Abstract

Abstract Focusing on the relation Charles Burns' Black Hole weaves between identity, illness, performance and desire, this article reads in Black Hole a celebration of perversion as its own epistemic structure as it simultaneously exposes the possibilities opened up by performance for a re-articulation of abnormality as a positive identity whose own idiosyncratic value can, in turn, become a site of investment for new individual and cultural forms of desire. Narrating the story of a group of American teenagers whose community is prey to a sexually transmitted disease, which visibly transforms the body of its host through the addition of extraordinary appendages, Black Hole opens up the experience of sickness to the notion of performance. Multiplying the set of responses available to the subject, it promotes an idiosyncratic understanding of illness as an identity while cultivating an understanding of the latter as the solidification of a specific mode of performance. Exploring the ways in which the two contrary practices of dissimulation and voluntary spectacularization embodied by Burns' protagonists signal new possible spaces of resistance to the visual dominance of the medical apparatus and its identificatory discourse, this article exposes how the willful appropriation of the sick identity and its correlative self-objectification force the re-articulation of the unidirectional relation set up by the gaze as a bidirectional mode of address in which both actors participate in the constitution of desire. Reading in Burns' portrayal of Eliza a positive and active embrace of monstrosity as its own form of identity and a disruption of the traditional relationship posited by the dominant discourse between active observer and passive patient, this article explores the potential implicit in performance to challenge the traditional hegemonic discourse of medicine and public health and to articulate a new approach to desire and sexuality for and around the contagious monster.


**Your instructions**. Please tally every line in the listing below where the word "Expectations" appears, then give the number and nothing more.

**Data supplied**.
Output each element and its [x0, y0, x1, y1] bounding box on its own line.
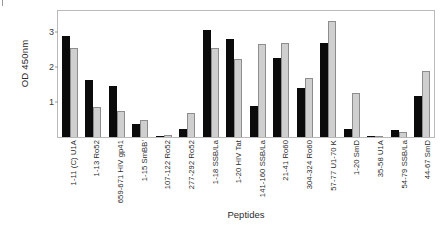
bar-group [293, 11, 317, 137]
x-tick-label: 107-122 Ro52 [163, 140, 172, 189]
bar-gray [375, 136, 383, 137]
bar-group [270, 11, 294, 137]
bar-black [109, 86, 117, 137]
x-label-cell: 44-67 SmD [411, 139, 435, 207]
bar-group [176, 11, 200, 137]
x-label-cell: 21-41 Ro60 [270, 139, 294, 207]
bar-black [62, 36, 70, 137]
bar-gray [422, 71, 430, 137]
x-tick-label: 277-292 Ro52 [187, 140, 196, 189]
bar-gray [93, 107, 101, 137]
x-tick-label: 35-58 U1A [376, 140, 385, 177]
bar-gray [140, 120, 148, 137]
x-tick-label: 54-79 SSB/La [400, 140, 409, 188]
x-label-cell: 1-11 (C) U1A [57, 139, 81, 207]
bar-gray [117, 111, 125, 137]
bar-black [226, 39, 234, 137]
x-label-cell: 659-671 HIV gp41 [104, 139, 128, 207]
bar-gray [164, 135, 172, 137]
x-label-cell: 141-160 SSB/La [246, 139, 270, 207]
x-label-cell: 304-324 Ro60 [293, 139, 317, 207]
x-label-cell: 35-58 U1A [364, 139, 388, 207]
x-label-cell: 1-15 SmBB' [128, 139, 152, 207]
x-label-cell: 107-122 Ro52 [152, 139, 176, 207]
bar-gray [211, 48, 219, 137]
bar-group [364, 11, 388, 137]
x-label-cell: 54-79 SSB/La [388, 139, 412, 207]
bar-black [179, 129, 187, 137]
bar-black [273, 58, 281, 137]
y-tick-mark [55, 67, 58, 68]
bar-group [411, 11, 435, 137]
x-label-cell: 1-20 SmD [341, 139, 365, 207]
bar-black [156, 136, 164, 137]
bar-black [320, 43, 328, 137]
bar-gray [258, 44, 266, 137]
bar-group [340, 11, 364, 137]
x-tick-label: 57-77 U1-70 K [329, 140, 338, 191]
bar-groups [58, 11, 434, 137]
x-axis-labels: 1-11 (C) U1A1-13 Ro52659-671 HIV gp411-1… [57, 139, 435, 207]
plot-inner [58, 11, 434, 137]
x-label-cell: 1-13 Ro52 [81, 139, 105, 207]
x-axis-title: Peptides [57, 209, 435, 220]
bar-black [203, 30, 211, 137]
bar-black [391, 130, 399, 137]
bar-black [297, 88, 305, 137]
chart-figure: OD 450nm 123 1-11 (C) U1A1-13 Ro52659-67… [0, 0, 447, 230]
x-tick-label: 21-41 Ro60 [281, 140, 290, 181]
bar-group [246, 11, 270, 137]
x-tick-label: 1-20 SmD [352, 140, 361, 175]
x-tick-label: 304-324 Ro60 [305, 140, 314, 189]
bar-gray [352, 93, 360, 137]
x-label-cell: 1-18 SSB/La [199, 139, 223, 207]
plot-area: 123 [57, 10, 435, 138]
bar-group [82, 11, 106, 137]
bar-black [250, 106, 258, 137]
x-label-cell: 277-292 Ro52 [175, 139, 199, 207]
y-tick-mark [55, 32, 58, 33]
bar-black [414, 96, 422, 137]
y-tick-mark [55, 102, 58, 103]
bar-black [367, 136, 375, 137]
bar-group [105, 11, 129, 137]
bar-black [85, 80, 93, 137]
x-tick-label: 141-160 SSB/La [258, 140, 267, 197]
bar-black [132, 124, 140, 137]
bar-gray [281, 43, 289, 137]
bar-black [344, 129, 352, 137]
bar-gray [305, 78, 313, 137]
x-tick-label: 1-18 SSB/La [211, 140, 220, 184]
x-label-cell: 1-20 HIV Tat [222, 139, 246, 207]
bar-group [58, 11, 82, 137]
x-tick-label: 1-15 SmBB' [140, 140, 149, 181]
y-axis-title: OD 450nm [19, 19, 30, 109]
bar-gray [328, 21, 336, 137]
bar-group [317, 11, 341, 137]
bar-gray [70, 48, 78, 137]
bar-gray [187, 113, 195, 138]
scan-edge-mark [2, 0, 3, 6]
x-tick-label: 1-11 (C) U1A [69, 140, 78, 185]
x-tick-label: 659-671 HIV gp41 [116, 140, 125, 203]
bar-gray [399, 132, 407, 137]
bar-group [129, 11, 153, 137]
bar-group [199, 11, 223, 137]
bar-group [387, 11, 411, 137]
x-label-cell: 57-77 U1-70 K [317, 139, 341, 207]
bar-group [152, 11, 176, 137]
x-tick-label: 1-20 HIV Tat [234, 140, 243, 183]
x-tick-label: 44-67 SmD [423, 140, 432, 179]
x-tick-label: 1-13 Ro52 [92, 140, 101, 176]
bar-group [223, 11, 247, 137]
bar-gray [234, 59, 242, 137]
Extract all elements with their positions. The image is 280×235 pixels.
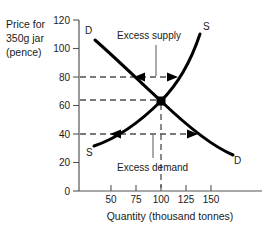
y-tick-label-120: 120: [53, 15, 70, 26]
supply-curve-label-bottom: S: [86, 147, 93, 158]
x-tick-label-150: 150: [203, 194, 220, 205]
y-tick-label-60: 60: [59, 100, 71, 111]
y-axis-title-line-1: Price for: [6, 18, 46, 30]
x-axis-title: Quantity (thousand tonnes): [107, 210, 234, 222]
y-tick-label-0: 0: [64, 186, 70, 197]
x-tick-label-75: 75: [130, 194, 142, 205]
supply-curve-label-top: S: [203, 21, 210, 32]
x-tick-label-50: 50: [105, 194, 117, 205]
y-axis-title-line-2: 350g jar: [6, 32, 44, 44]
y-tick-label-20: 20: [59, 157, 71, 168]
y-tick-label-40: 40: [59, 129, 71, 140]
y-axis-title: Price for 350g jar (pence): [6, 18, 46, 58]
demand-curve-label-top: D: [85, 25, 92, 36]
demand-curve-label-bottom: D: [234, 155, 241, 166]
excess-supply-label: Excess supply: [117, 30, 181, 41]
y-tick-label-80: 80: [59, 72, 71, 83]
x-tick-label-100: 100: [153, 194, 170, 205]
excess-demand-label: Excess demand: [117, 162, 188, 173]
equilibrium-marker: [157, 97, 166, 106]
x-tick-label-125: 125: [178, 194, 195, 205]
y-tick-label-100: 100: [53, 43, 70, 54]
supply-demand-chart: 120 100 80 60 40 20 0 Price for 350g jar…: [0, 0, 280, 235]
y-axis-title-line-3: (pence): [6, 46, 42, 58]
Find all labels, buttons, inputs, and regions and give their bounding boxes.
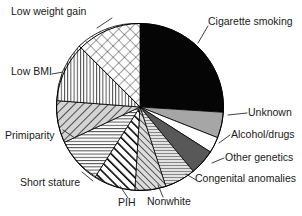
- pie-label-cigarette-smoking: Cigarette smoking: [208, 16, 293, 27]
- pie-label-unknown: Unknown: [248, 107, 292, 118]
- leader-cigarette-smoking: [198, 26, 208, 43]
- pie-label-low-bmi: Low BMI: [11, 66, 52, 77]
- leader-alcohol-drugs: [219, 135, 230, 143]
- pie-slice-cigarette-smoking[interactable]: [140, 24, 223, 113]
- pie-label-short-stature: Short stature: [20, 177, 80, 188]
- pie-slices: [56, 23, 223, 190]
- pie-chart: Low weight gain Cigarette smoking Low BM…: [0, 0, 302, 216]
- leader-unknown: [228, 113, 247, 115]
- pie-label-pih: PIH: [118, 197, 136, 208]
- leader-other-genetics: [212, 158, 224, 163]
- pie-label-alcohol-drugs: Alcohol/drugs: [231, 129, 295, 140]
- pie-label-low-weight-gain: Low weight gain: [11, 6, 86, 17]
- pie-label-nonwhite: Nonwhite: [147, 196, 191, 207]
- pie-label-other-genetics: Other genetics: [225, 152, 293, 163]
- pie-label-congenital-anomalies: Congenital anomalies: [195, 173, 296, 184]
- leader-low-weight-gain: [97, 18, 112, 28]
- pie-label-primiparity: Primiparity: [5, 130, 55, 141]
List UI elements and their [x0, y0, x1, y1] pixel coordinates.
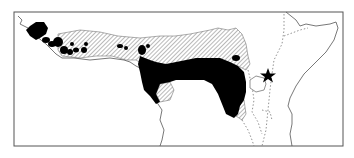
lake-outline — [250, 76, 266, 92]
map-canvas — [0, 0, 354, 158]
range-map — [0, 0, 354, 158]
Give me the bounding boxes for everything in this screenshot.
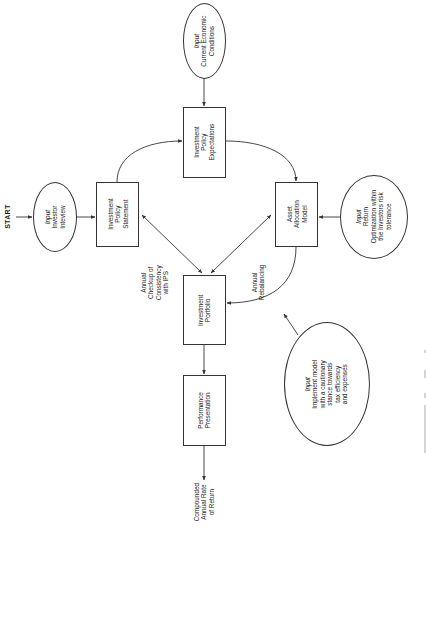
node-text: Presentation <box>205 392 212 429</box>
node-text: Current Economic <box>201 15 208 66</box>
input-tag: Input <box>193 15 200 66</box>
node-text: tolerance <box>385 190 392 244</box>
node-text: the Investors risk <box>378 190 385 244</box>
performance-presentation-node: Performance Presentation <box>183 375 226 446</box>
arrow-implementation <box>284 314 298 335</box>
node-text: Allocation <box>293 201 300 229</box>
start-label: START <box>0 210 23 224</box>
current-economic-conditions-node: Input Current Economic Conditions <box>183 3 226 79</box>
end-text: Compounded <box>193 483 200 521</box>
node-text: Inteview <box>59 205 66 228</box>
node-text: Expectations <box>208 124 215 161</box>
node-text: Investment <box>106 199 113 230</box>
caption-fragment <box>424 370 426 378</box>
implementation-node: Input Implement model with a cautionary … <box>284 322 370 446</box>
investment-policy-expectations-node: Investment Policy Expectations <box>183 107 226 178</box>
end-text: of Return <box>208 483 215 521</box>
node-text: Investor <box>51 205 58 228</box>
return-optimization-node: Input Return Optimization within the Inv… <box>340 175 408 259</box>
asset-allocation-model-node: Asset Allocation Model <box>275 182 318 247</box>
edge-text: Rebalancing <box>259 264 266 300</box>
caption-fragment <box>424 350 426 353</box>
caption-fragment <box>424 405 426 453</box>
annual-checkup-label: Annual Checkup of Consistency with IPS <box>134 258 174 308</box>
edge-text: Checkup of <box>147 266 154 301</box>
investor-interview-node: Input Investor Inteview <box>33 182 77 252</box>
caption-fragment <box>424 393 426 398</box>
node-text: stance towards <box>327 359 334 408</box>
node-text: Investment <box>197 294 204 325</box>
edge-text: Consistency <box>154 266 161 301</box>
arrow-ipe-to-aam <box>226 141 296 181</box>
end-text: Annual Rate <box>200 483 207 521</box>
node-text: Model <box>300 201 307 229</box>
node-text: Asset <box>285 201 292 229</box>
investment-policy-statement-node: Investment Policy Statement <box>96 182 139 247</box>
node-text: and expenses <box>342 359 349 408</box>
node-text: Conditions <box>208 15 215 66</box>
node-text: Statement <box>121 199 128 230</box>
edge-text: with IPS <box>161 266 168 301</box>
annual-rebalancing-label: Annual Rebalancing <box>244 257 274 307</box>
end-label: Compounded Annual Rate of Return <box>184 482 224 522</box>
node-text: Portfolio <box>204 294 211 325</box>
arrow-ips-to-ipe <box>117 141 182 182</box>
start-text: START <box>4 205 11 229</box>
investment-portfolio-node: Investment Portfolio <box>183 275 226 345</box>
node-text: Policy <box>114 199 121 230</box>
edge-text: Annual <box>139 266 146 301</box>
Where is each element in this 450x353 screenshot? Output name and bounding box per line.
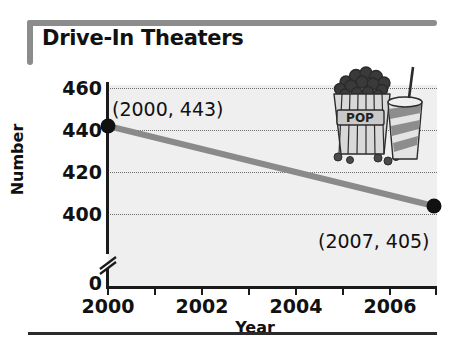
x-tick-2001	[154, 286, 156, 295]
x-tick-2007	[435, 286, 437, 295]
y-tick-460: 460	[46, 79, 102, 98]
x-tick-2000	[107, 286, 109, 295]
x-tick-2004	[295, 286, 297, 295]
x-tick-2002	[201, 286, 203, 295]
y-tick-400: 400	[46, 205, 102, 224]
gridline-400	[108, 214, 437, 215]
y-tick-420: 420	[46, 163, 102, 182]
bottom-divider	[28, 332, 437, 335]
x-tick-label-2002: 2002	[176, 297, 229, 316]
annotation-2000: (2000, 443)	[112, 100, 224, 119]
x-tick-2003	[248, 286, 250, 295]
x-tick-label-2006: 2006	[364, 297, 417, 316]
x-tick-label-2004: 2004	[270, 297, 323, 316]
x-tick-2006	[389, 286, 391, 295]
gridline-420	[108, 172, 437, 173]
title-frame-left-rule	[27, 20, 33, 65]
y-tick-zero: 0	[46, 274, 102, 293]
y-tick-440: 440	[46, 121, 102, 140]
annotation-2007: (2007, 405)	[318, 232, 430, 251]
popcorn-and-drink-icon: POP	[316, 62, 428, 167]
y-axis-title: Number	[8, 115, 27, 205]
x-tick-2005	[342, 286, 344, 295]
y-axis-line	[106, 82, 109, 254]
svg-text:POP: POP	[346, 111, 374, 125]
x-tick-label-2000: 2000	[82, 297, 135, 316]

**Exercise answer**. 2